First prize is a three-book package featuring two of this year’s most exciting translators:Natasha Wimmer and Breon Mitchell. The winner receives translator-signed copies of Roberto Bolano’s 2666 and Gunter Grass’s The Tin Drum, plus a copy of the newest Two Lines anthology, Wherever I Lie Is Your Bed.
Two runners-up will each receive a translator-signed copy of The Tin Drum and a copy ofWherever I Lie Is Your Bed.
Every donation really counts, which is why we brought the threshold for this giveaway to just $5. Those who pledge $20 or more will get 3 chances to win, and those who sign up for a recurring donation totaling $50 or more over the course of next year will have 5 chances to win these excellent books.
Thousands Already Sold
Thousands of what, you ask? Thousands of TweetBookz.
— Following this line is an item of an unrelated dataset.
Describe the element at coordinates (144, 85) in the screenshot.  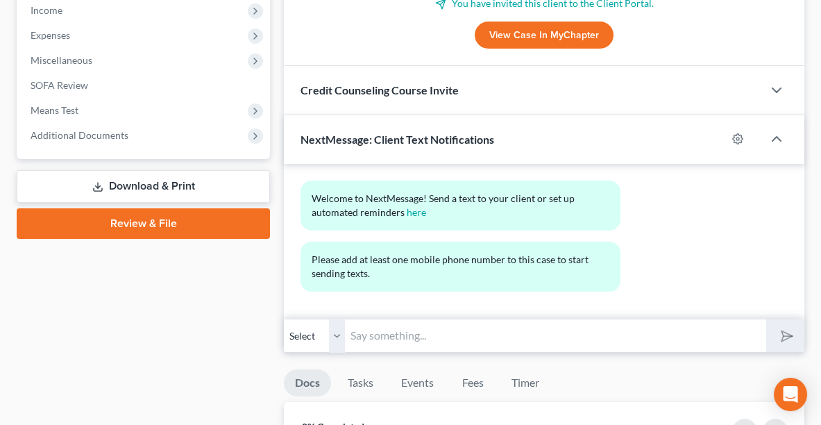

That’s right. It’s exactly what it sounds like.
From the about page:
Our concept for TweetBookz is to bring content as short-lengthed and short-lived as tweets to the “serious” world of books.
($30 a hardcover and $20 a paperback)
The FAQ page is even better:
Is there a minimum number of tweets I need to have? How small can the books be?
You need at least one tweet that we can print and books are printed with a minimum of 20 pages (holding 40 tweets). If you have fewer than 40 tweets we will fill in the rest with nicely designed blank pages.